Over the past few days I’ve been sitting in pride for my sister—a 24 year old who helped deliver puppies without the slightest idea those puppies even existed! The most bizarre Tuesday we’ll forever remember.

My sister and I were blown away with how the mother instinct just kicked in for Tampa. She instinctively knew to lick her puppies when they came out, to eat the placenta, to chew off the cord. She knew to lick their little bums after they finished eating to stimulate their bathroom abilities. Somehow, Tampa just knew to do that. Me? I was curiously googling all these new learnings daily.

Tampa didn’t read some self-help book on how to be a good mom (stay with me for this metaphor!) and yet the moment those puppies started coming out, her instincts appeared. Not a moment earlier, not a moment later, but exactly in the moment she needed them.

Isn’t this the whole “go with your instinct even if it doesn’t make sense yet” philosophy? The advice to take the first step and trust that the next one will be revealed?

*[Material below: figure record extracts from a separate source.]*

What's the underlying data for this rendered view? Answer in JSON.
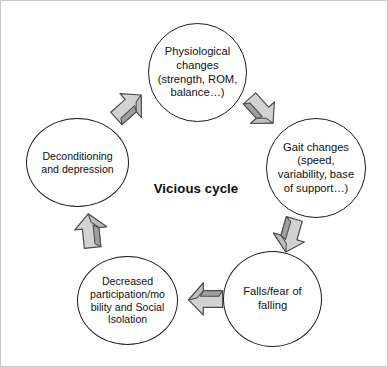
{
  "figure": {
    "title": "Vicious cycle",
    "center_label": "Vicious cycle",
    "border_color": "#c9c9c9",
    "background_color": "#ffffff",
    "node_outline_color": "#1a1a1a",
    "arrow_fill_color": "#d4d4d4",
    "arrow_shade_color": "#9e9e9e",
    "arrow_outline_color": "#4d4d4d"
  },
  "nodes": [
    {
      "id": "physiological",
      "label": "Physiological\nchanges\n(strength, ROM,\nbalance…)",
      "position": "top"
    },
    {
      "id": "gait",
      "label": "Gait changes\n(speed,\nvariability, base\nof support…)",
      "position": "right"
    },
    {
      "id": "falls",
      "label": "Falls/fear of\nfalling",
      "position": "bottom-right"
    },
    {
      "id": "participation",
      "label": "Decreased\nparticipation/mo\nbility and  Social\nIsolation",
      "position": "bottom-left"
    },
    {
      "id": "deconditioning",
      "label": "Deconditioning\nand depression",
      "position": "left"
    }
  ],
  "arrows": [
    {
      "id": "deconditioning-to-physiological",
      "from": "deconditioning",
      "to": "physiological",
      "direction": "up-right"
    },
    {
      "id": "physiological-to-gait",
      "from": "physiological",
      "to": "gait",
      "direction": "down-right"
    },
    {
      "id": "gait-to-falls",
      "from": "gait",
      "to": "falls",
      "direction": "down-left"
    },
    {
      "id": "falls-to-participation",
      "from": "falls",
      "to": "participation",
      "direction": "left"
    },
    {
      "id": "participation-to-deconditioning",
      "from": "participation",
      "to": "deconditioning",
      "direction": "up"
    }
  ]
}
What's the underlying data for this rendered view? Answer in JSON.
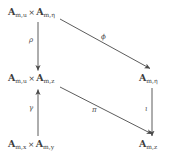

It was a humbling reminder of how small and insignificant we all are in the vastness of the Universe. How millions and millions of years of programming are embedded within all of us. How the answer to every question we have is already embedded within us.

For some reason, we’ve lost that connection to our knowing. We think the answer is outside of ourselves, but it’s all in there. Have we lost faith in the universe? Do we think we’ve outgrown the knowledge of the universe?

Do we think of the universe as a grandparent who is fit to help us with life skills but out of touch with technology?

We think we’re on the forefront of technological advancements as a human species, but we’re by no means outwitting the universe. Guaranteed there are other planets and universes that have already discovered technology billions of years ago. Perhaps we look like cavemen to them?

Remember, every answer you need is already an instinct built into you. You simply need to start birthing your creative ideas for the instinct to kick in.

And calmness? It’s the clearest channel through which we can listen to our instinct.